This is demonstrating why you absolutely do not pour water on a grease fire.
holy shit
Okaaaay. If any of you actually have a grease fire in the kitchen put the lid on the pan. It will suffocate the flames. Don’t pour water on it, and don’t freak out. Cook safely!
Or throw flour on it to smother it.
/quick safety announcement
NO, DO NOT USE FLOUR, DO NOT USE FLOUR TO SMOTHER A FIRE.
YOU HAVE TO USE BAKING SODA.
Throwing flour into a fire can cause it to combust and make the fire worse because FLOUR/SUGAR IS FLAMMABLE. One cup of flour into a grease fire can have the explosive force of dynamite.
The reason you use baking soda is that it releases carbon dioxide when heated, and CO2 is a fire suppressant.
REBLOGGING FOR LAST COMMENT TO SAVE LIVES
can we talk about how this is from a tv-show called “do not try this at home” where they tested all sort of stuff you’re not supposed to do, but they only got four episodes because after this experiment they burned the house they were filming in to the ground.
you know why I like redemption narratives? because a redemption narrative says: no matter how broken or wrong or bad or stupid or ridiculous or harmful or sad or terrible, you can atone.
there is still a road back. it might be rocky and steep, complicated and messy. walking it may take all your life. you may lose your foothold, slip and fall back into the abyss, but the wall is still there. the ascent is still there. hard is not the same as impossible.
you are never too far gone. you are never beyond saving.
I learned in a Latin Studies class (with a chill white dude professor) that when the Europeans first saw Aztec cities they were stunned by the grid. The Aztecs had city planning and that there was no rational lay out to European cities at the time. No organization.
When the Spanish first arrived in Tenochtitlan (now downtown mexico city) they thought they were dreaming. They had arrived from incredibly unsanitary medieval Europe to a city five times the size of that century’s london with a working sewage system, artificial “floating gardens” (chinampas), a grid system, and aqueducts providing fresh water. Which wasn’t even for drinking! Water from the aqueducts was used for washing and bathing- they preferred using nearby mountain springs for drinking. Hygiene was a huge part if their culture, most people bathed twice a day while the king bathed at least four times a day.
Located on an island in the middle of a lake, they used advanced causeways to allow access to the mainland that could be cut off to let canoes through or to defend the city. The Spanish saw their buildings and towers and thought they were rising out of the water. The city was one of the most advanced societies at the time.
Anyone who thinks that Native Americans were the savages instead of the filthy, disease ridden colonizers who appeared on their land is a damn fool.
If you’re one of those public speakers that say “Goodmorning….Oh come on we can do better than that, GOODMORNING” I automatically do not like you from that moment on.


WHAT THE EXERCISE ASKS: The answer must be a single number: the count of lines in the data below that hold the word "leader".

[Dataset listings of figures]
····················

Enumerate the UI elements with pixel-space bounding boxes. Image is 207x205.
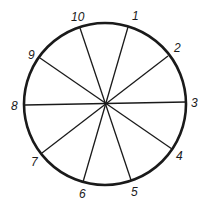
circle-diagram: 12345678910: [0, 0, 207, 205]
point-label-4: 4: [176, 149, 183, 163]
point-label-7: 7: [31, 155, 39, 169]
point-label-5: 5: [131, 185, 138, 199]
point-label-1: 1: [132, 9, 139, 23]
point-label-2: 2: [173, 41, 181, 55]
diameter-lines: [25, 27, 186, 182]
point-label-10: 10: [71, 10, 85, 24]
point-label-6: 6: [79, 187, 86, 201]
point-label-8: 8: [11, 99, 18, 113]
point-label-3: 3: [191, 96, 198, 110]
point-label-9: 9: [28, 48, 35, 62]
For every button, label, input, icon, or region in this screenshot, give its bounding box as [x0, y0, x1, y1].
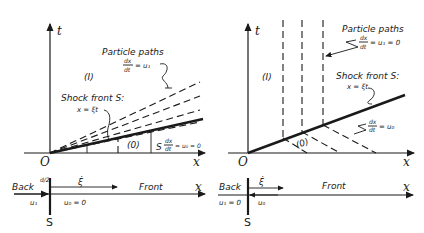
left-shock-leader	[104, 110, 110, 140]
right-t-label: t	[255, 24, 260, 38]
left-front-num: dx	[165, 137, 173, 144]
left-x-label: x	[193, 155, 200, 169]
left-xt-diagram: t x O (I) (0) Particle paths dx dt = u₁ …	[24, 24, 205, 169]
right-back-label: Back	[219, 182, 242, 192]
right-shock-leader	[368, 88, 374, 104]
right-strip-x-label: x	[403, 180, 410, 194]
right-x-label: x	[403, 155, 410, 169]
left-shock-s-label: S	[46, 216, 53, 229]
right-u-back: u₁ = 0	[219, 199, 242, 207]
right-xt-diagram: t x O (I) (0) Particle paths dx dt = u₁ …	[228, 20, 414, 169]
right-front-leader	[354, 124, 366, 134]
right-lab-strip: Back Front x ξ̇ u₁ = 0 u₀ S	[218, 176, 413, 229]
right-pp-rhs: = u₁ = 0	[370, 39, 401, 47]
right-front-label: Front	[322, 181, 346, 191]
left-front-den: dt	[165, 145, 172, 152]
left-shock-title: Shock front S:	[61, 93, 124, 103]
right-shock-title: Shock front S:	[336, 71, 399, 81]
left-t-label: t	[57, 24, 62, 38]
right-pp-num: dx	[360, 34, 368, 41]
right-shock-s-label: S	[244, 216, 251, 229]
left-u-front: u₀ = 0	[64, 199, 87, 207]
left-front-s: S	[156, 142, 162, 152]
left-shock-eq: x = ξt	[76, 106, 98, 114]
right-u-front: u₀	[258, 199, 265, 207]
left-front-rhs: = u₀ = 0	[175, 142, 201, 149]
left-shock-speed: ξ̇	[77, 176, 84, 187]
left-region-0: (0)	[127, 140, 140, 150]
right-shock-speed: ξ̇	[258, 176, 265, 187]
left-strip-x-label: x	[195, 180, 202, 194]
right-pp-leader	[326, 40, 358, 56]
left-origin-label: O	[40, 155, 50, 169]
right-front-den: dt	[369, 126, 376, 133]
left-lab-strip: Back d/2 Front x ξ̇ u₁ u₀ = 0 S	[12, 176, 205, 229]
left-region-1: (I)	[84, 72, 94, 82]
left-particle-paths-title: Particle paths	[102, 47, 164, 57]
right-front-rhs: = u₀	[379, 123, 395, 131]
left-front-label: Front	[139, 182, 163, 192]
right-region-0: (0)	[295, 136, 310, 150]
shock-diagram: t x O (I) (0) Particle paths dx dt = u₁ …	[0, 0, 424, 233]
right-region-1: (I)	[262, 72, 272, 82]
right-pp-den: dt	[360, 43, 367, 50]
right-shock-eq: x = ξt	[346, 83, 368, 91]
right-origin-label: O	[238, 155, 248, 169]
left-pp-leader	[160, 64, 168, 88]
left-pp-den: dt	[124, 66, 131, 73]
left-small-mark: d/2	[40, 176, 50, 183]
right-particle-paths-title: Particle paths	[342, 24, 404, 34]
right-front-num: dx	[369, 118, 377, 125]
left-pp-num: dx	[124, 57, 132, 64]
left-pp-rhs: = u₁	[135, 62, 151, 70]
left-back-label: Back	[12, 182, 35, 192]
left-u-back: u₁	[30, 199, 37, 207]
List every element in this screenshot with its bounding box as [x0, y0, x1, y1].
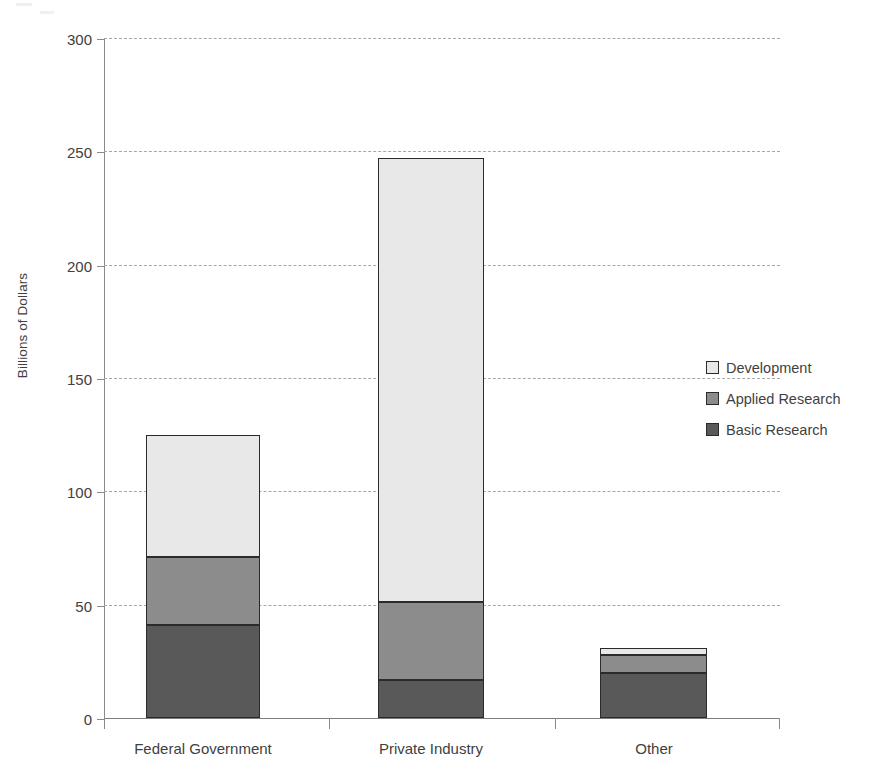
y-tick-150 [97, 379, 104, 380]
bar-segment-basic-research [146, 625, 260, 718]
bar-federal-government [146, 435, 260, 718]
bar-segment-applied-research [146, 557, 260, 625]
gridline-300: 300 [104, 38, 780, 39]
y-tick-50 [97, 606, 104, 607]
bar-segment-basic-research [378, 680, 484, 719]
scan-artifact [16, 3, 32, 6]
bar-segment-basic-research [600, 673, 707, 718]
x-tick-1 [329, 718, 330, 729]
x-axis-label-other: Other [544, 740, 764, 757]
bar-segment-applied-research [600, 655, 707, 673]
gridline-0: 0 [104, 718, 780, 719]
bar-segment-development [146, 435, 260, 557]
x-tick-2 [555, 718, 556, 729]
gridline-250: 250 [104, 151, 780, 152]
legend-label-development: Development [726, 360, 811, 376]
y-tick-label-0: 0 [22, 711, 92, 728]
y-tick-0 [97, 719, 104, 720]
y-tick-300 [97, 39, 104, 40]
x-axis-label-federal-government: Federal Government [93, 740, 313, 757]
y-tick-label-200: 200 [22, 257, 92, 274]
stacked-bar-chart: Billions of Dollars 300 250 200 150 100 … [0, 0, 881, 776]
legend-swatch-basic-research-icon [706, 423, 719, 436]
bar-segment-development [600, 648, 707, 655]
scan-artifact [40, 11, 54, 14]
x-tick-0 [104, 718, 105, 729]
legend-item-applied-research[interactable]: Applied Research [706, 383, 876, 414]
y-tick-200 [97, 266, 104, 267]
y-tick-label-50: 50 [22, 597, 92, 614]
x-axis-label-private-industry: Private Industry [321, 740, 541, 757]
bar-private-industry [378, 158, 484, 718]
x-tick-3 [779, 718, 780, 729]
legend-swatch-applied-research-icon [706, 392, 719, 405]
legend-label-applied-research: Applied Research [726, 391, 840, 407]
bar-other [600, 648, 707, 718]
legend-item-development[interactable]: Development [706, 352, 876, 383]
chart-legend: Development Applied Research Basic Resea… [706, 352, 876, 445]
y-tick-label-100: 100 [22, 484, 92, 501]
bar-segment-development [378, 158, 484, 602]
y-tick-label-250: 250 [22, 144, 92, 161]
y-tick-label-150: 150 [22, 371, 92, 388]
legend-label-basic-research: Basic Research [726, 422, 828, 438]
y-tick-250 [97, 152, 104, 153]
legend-swatch-development-icon [706, 361, 719, 374]
legend-item-basic-research[interactable]: Basic Research [706, 414, 876, 445]
plot-area: 300 250 200 150 100 50 0 [104, 38, 780, 718]
y-tick-100 [97, 492, 104, 493]
bar-segment-applied-research [378, 602, 484, 679]
y-tick-label-300: 300 [22, 31, 92, 48]
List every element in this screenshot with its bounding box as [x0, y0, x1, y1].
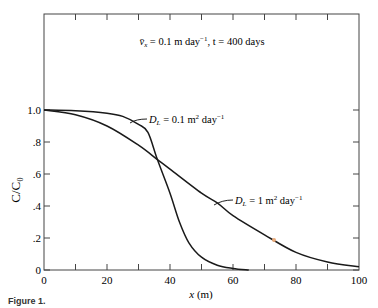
svg-text:0: 0 [41, 274, 47, 286]
svg-text:.6: .6 [33, 168, 42, 180]
plot-frame [44, 14, 359, 270]
svg-text:.2: .2 [33, 232, 41, 244]
y-axis-label: C/C₀ [8, 177, 23, 203]
svg-text:80: 80 [291, 274, 303, 286]
svg-text:20: 20 [102, 274, 114, 286]
chart: 0204060801000.2.4.6.81.0 v̄x = 0.1 m day… [0, 0, 378, 308]
curve-series-1 [44, 110, 359, 267]
svg-text:.4: .4 [33, 200, 42, 212]
svg-text:0: 0 [36, 264, 42, 276]
curves [44, 110, 359, 270]
axis-ticks [44, 14, 359, 270]
figure-caption: Figure 1. [8, 296, 46, 306]
label-dl-01: DL = 0.1 m2 day−1 [148, 113, 225, 127]
svg-text:60: 60 [228, 274, 240, 286]
svg-text:100: 100 [351, 274, 368, 286]
stray-mark [272, 238, 276, 242]
svg-text:1.0: 1.0 [27, 104, 41, 116]
curve-series-0 [44, 110, 249, 270]
svg-text:.8: .8 [33, 136, 42, 148]
label-dl-1: DL = 1 m2 day−1 [234, 194, 303, 208]
chart-title: v̄x = 0.1 m day−1, t = 400 days [139, 35, 264, 49]
x-axis-label: x (m) [188, 288, 213, 301]
svg-text:40: 40 [165, 274, 177, 286]
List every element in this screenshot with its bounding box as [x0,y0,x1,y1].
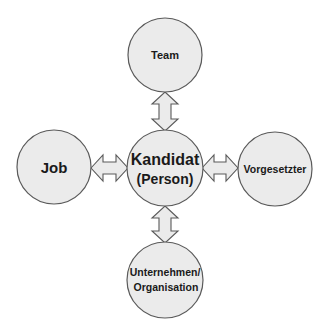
node-job-label: Job [41,159,68,176]
node-kandidat: Kandidat (Person) [127,130,203,206]
node-organisation-label: Organisation [134,281,199,293]
arrow-center-job [91,155,128,181]
node-vorgesetzter-label: Vorgesetzter [244,163,307,175]
node-kandidat-label: Kandidat [131,151,200,168]
node-team: Team [128,18,202,92]
node-unternehmen-label: Unternehmen/ [130,266,201,278]
node-unternehmen: Unternehmen/ Organisation [127,242,203,318]
arrow-center-unternehmen [152,206,178,243]
node-job: Job [17,130,91,204]
arrow-center-team [152,92,178,131]
arrow-center-vorgesetzter [202,155,238,181]
relationship-diagram: Team Job Kandidat (Person) Vorgesetzter … [0,0,326,334]
node-kandidat-sublabel: (Person) [137,171,194,187]
node-vorgesetzter: Vorgesetzter [238,132,312,206]
node-team-label: Team [151,49,179,61]
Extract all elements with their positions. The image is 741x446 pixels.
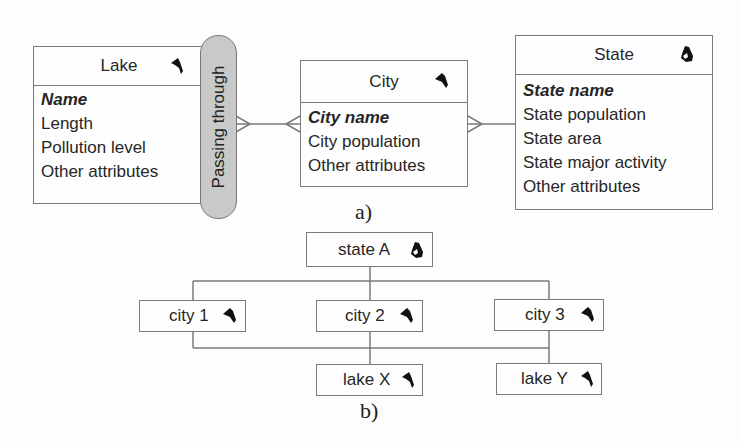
state-attribute-key: State name: [523, 79, 667, 103]
lake-attribute: Other attributes: [41, 160, 158, 184]
state-attribute: State major activity: [523, 151, 667, 175]
city-shape-icon: [400, 308, 414, 324]
node-lake-x[interactable]: lake X: [316, 364, 423, 396]
state-attribute: Other attributes: [523, 175, 667, 199]
city-attribute: Other attributes: [308, 154, 425, 178]
lake-entity-title: Lake: [101, 56, 138, 76]
figure-a-caption: a): [355, 199, 372, 225]
node-label: lake Y: [521, 369, 568, 389]
node-city-2[interactable]: city 2: [316, 300, 423, 332]
state-attribute-list: State name State population State area S…: [523, 79, 667, 199]
city-attribute: City population: [308, 130, 425, 154]
city-shape-icon: [223, 308, 237, 324]
node-city-3[interactable]: city 3: [494, 299, 604, 331]
lake-entity[interactable]: Lake Name Length Pollution level Other a…: [33, 46, 205, 204]
node-label: lake X: [343, 370, 390, 390]
relationship-label: Passing through: [209, 66, 229, 189]
state-attribute: State population: [523, 103, 667, 127]
lake-attribute-key: Name: [41, 88, 158, 112]
node-city-1[interactable]: city 1: [139, 300, 246, 332]
state-shape-icon: [680, 46, 694, 62]
city-entity-header: City: [301, 61, 467, 103]
city-attribute-key: City name: [308, 106, 425, 130]
state-shape-icon: [410, 242, 424, 258]
city-shape-icon: [581, 307, 595, 323]
city-attribute-list: City name City population Other attribut…: [308, 106, 425, 178]
node-label: city 3: [525, 305, 565, 325]
node-lake-y[interactable]: lake Y: [496, 363, 602, 395]
city-entity[interactable]: City City name City population Other att…: [300, 60, 468, 187]
lake-attribute: Length: [41, 112, 158, 136]
city-entity-title: City: [369, 72, 398, 92]
state-entity-header: State: [516, 36, 712, 75]
figure-b-caption: b): [360, 398, 378, 424]
lake-shape-icon: [580, 371, 594, 387]
node-label: city 1: [169, 306, 209, 326]
node-state-a[interactable]: state A: [306, 232, 433, 267]
lake-entity-header: Lake: [34, 47, 204, 86]
lake-attribute-list: Name Length Pollution level Other attrib…: [41, 88, 158, 184]
node-label: city 2: [345, 306, 385, 326]
state-attribute: State area: [523, 127, 667, 151]
state-entity[interactable]: State State name State population State …: [515, 35, 713, 210]
node-label: state A: [338, 240, 390, 260]
lake-shape-icon: [170, 58, 184, 74]
passing-through-relationship[interactable]: Passing through: [200, 35, 237, 219]
city-shape-icon: [435, 73, 449, 89]
lake-attribute: Pollution level: [41, 136, 158, 160]
state-entity-title: State: [594, 45, 634, 65]
lake-shape-icon: [401, 372, 415, 388]
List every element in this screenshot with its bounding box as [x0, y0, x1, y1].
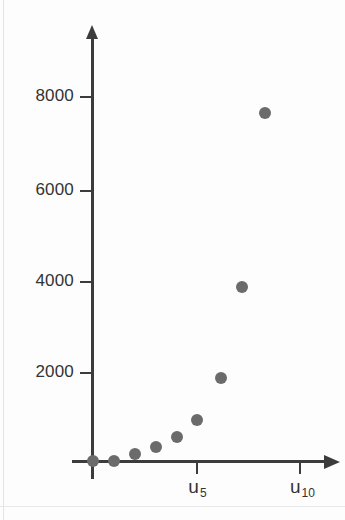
y-axis-line	[91, 36, 94, 479]
x-tick-mark-u10	[299, 461, 301, 474]
y-tick-mark-4000	[80, 281, 93, 283]
data-point	[259, 107, 271, 119]
data-point	[215, 372, 227, 384]
y-tick-label-6000: 6000	[8, 180, 74, 200]
chart-canvas: 8000 6000 4000 2000 u5 u10	[0, 0, 345, 520]
scatter-plot: 8000 6000 4000 2000 u5 u10	[0, 0, 345, 520]
data-point	[129, 448, 141, 460]
data-point	[150, 441, 162, 453]
y-axis-arrow-icon	[86, 25, 98, 39]
data-point	[191, 414, 203, 426]
x-tick-label-u10: u10	[290, 476, 314, 498]
data-point	[236, 281, 248, 293]
y-tick-mark-8000	[80, 96, 93, 98]
data-point	[108, 455, 120, 467]
data-point-origin	[87, 455, 99, 467]
y-tick-mark-6000	[80, 190, 93, 192]
data-point	[171, 431, 183, 443]
y-tick-label-8000: 8000	[8, 86, 74, 106]
y-tick-label-4000: 4000	[8, 271, 74, 291]
y-tick-label-2000: 2000	[8, 362, 74, 382]
x-axis-arrow-icon	[324, 455, 340, 469]
x-tick-mark-u5	[196, 461, 198, 474]
y-tick-mark-2000	[80, 372, 93, 374]
x-tick-label-u5: u5	[188, 476, 205, 498]
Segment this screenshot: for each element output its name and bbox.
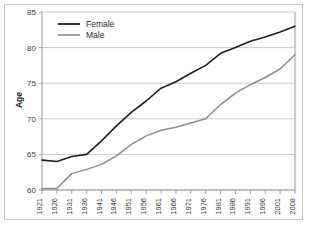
x-tick-label: 1966 xyxy=(169,198,178,215)
x-tick-label: 1981 xyxy=(214,198,223,215)
plot-area-wrapper: 606570758085 192119261931193619411946195… xyxy=(0,0,310,234)
x-tick-label: 1991 xyxy=(243,198,252,215)
x-tick-label: 1931 xyxy=(65,198,74,215)
chart-figure: 606570758085 192119261931193619411946195… xyxy=(0,0,310,234)
x-tick-label: 1996 xyxy=(258,198,267,215)
x-tick-label: 2001 xyxy=(273,198,282,215)
y-tick-labels-group: 606570758085 xyxy=(27,8,42,195)
legend: FemaleMale xyxy=(58,19,115,40)
x-tick-label: 1926 xyxy=(50,198,59,215)
x-tick-label: 1946 xyxy=(109,198,118,215)
y-tick-label: 80 xyxy=(27,44,36,53)
x-tick-label: 2008 xyxy=(288,198,297,215)
x-tick-label: 1986 xyxy=(228,198,237,215)
x-tick-label: 1936 xyxy=(80,198,89,215)
x-tick-label: 1976 xyxy=(199,198,208,215)
x-tick-label: 1941 xyxy=(95,198,104,215)
x-tick-labels-group: 1921192619311936194119461951195619611966… xyxy=(35,198,297,215)
x-tick-label: 1971 xyxy=(184,198,193,215)
x-tick-label: 1956 xyxy=(139,198,148,215)
x-tick-label: 1921 xyxy=(35,198,44,215)
y-tick-label: 75 xyxy=(27,79,36,88)
series-group xyxy=(42,26,295,188)
legend-label-female: Female xyxy=(86,19,115,29)
x-tick-marks-group xyxy=(42,190,295,194)
line-chart-svg: 606570758085 192119261931193619411946195… xyxy=(0,0,310,234)
x-tick-label: 1961 xyxy=(154,198,163,215)
y-axis-title: Age xyxy=(14,92,24,108)
y-tick-label: 60 xyxy=(27,186,36,195)
y-tick-label: 70 xyxy=(27,115,36,124)
y-tick-label: 65 xyxy=(27,150,36,159)
series-line-female xyxy=(42,26,295,161)
y-tick-label: 85 xyxy=(27,8,36,17)
legend-label-male: Male xyxy=(86,30,105,40)
x-tick-label: 1951 xyxy=(124,198,133,215)
series-line-male xyxy=(42,55,295,189)
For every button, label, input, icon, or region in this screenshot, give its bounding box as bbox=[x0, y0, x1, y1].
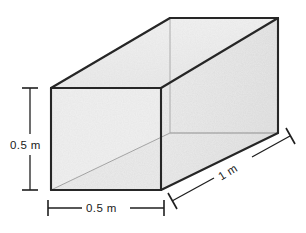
dimension-label-height: 0.5 m bbox=[8, 139, 43, 153]
technical-drawing-figure: 0.5 m 0.5 m 1 m bbox=[0, 0, 306, 233]
dimension-length-tick-near bbox=[168, 193, 177, 209]
duct-body bbox=[51, 18, 278, 190]
duct-illustration bbox=[0, 0, 306, 233]
dimension-label-width: 0.5 m bbox=[84, 202, 119, 216]
dimension-length-tick-far bbox=[286, 128, 295, 144]
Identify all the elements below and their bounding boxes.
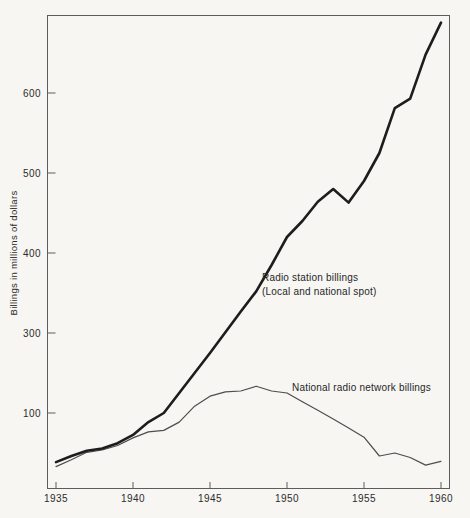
network-series-label: National radio network billings (292, 382, 431, 393)
y-tick-label-100: 100 (23, 408, 41, 419)
chart-page: 100300400500600193519401945195019551960 … (0, 0, 470, 518)
radio-billings-line-chart: 100300400500600193519401945195019551960 … (0, 0, 470, 518)
x-tick-label-1940: 1940 (121, 493, 145, 504)
station-series-label-line1: Radio station billings (262, 272, 358, 283)
x-tick-label-1935: 1935 (44, 493, 68, 504)
station-series-label-line2: (Local and national spot) (262, 286, 377, 297)
network-billings-line (56, 386, 441, 466)
chart-frame (48, 16, 450, 489)
y-tick-label-400: 400 (23, 248, 41, 259)
y-tick-label-500: 500 (23, 168, 41, 179)
x-tick-label-1945: 1945 (198, 493, 222, 504)
y-tick-label-600: 600 (23, 88, 41, 99)
x-tick-label-1960: 1960 (429, 493, 453, 504)
station-billings-line (56, 23, 441, 463)
x-tick-label-1955: 1955 (352, 493, 376, 504)
chart-generated-layer: 100300400500600193519401945195019551960 (23, 16, 453, 504)
y-tick-label-300: 300 (23, 328, 41, 339)
y-axis-title: Billings in millions of dollars (8, 191, 19, 316)
x-tick-label-1950: 1950 (275, 493, 299, 504)
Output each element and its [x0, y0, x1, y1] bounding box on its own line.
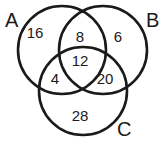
region-c-only: 28 — [72, 107, 89, 124]
region-a-c: 4 — [51, 70, 59, 87]
venn-diagram: A B C 16 8 6 12 4 20 28 — [0, 0, 167, 144]
region-a-b-c: 12 — [72, 52, 89, 69]
region-a-only: 16 — [27, 24, 44, 41]
circle-a — [18, 6, 106, 94]
region-b-c: 20 — [97, 70, 114, 87]
region-a-b: 8 — [76, 28, 84, 45]
region-b-only: 6 — [114, 28, 122, 45]
set-label-a: A — [5, 9, 19, 31]
set-label-c: C — [117, 118, 131, 140]
set-label-b: B — [146, 9, 159, 31]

····················

RESULT OF THE TASK: 5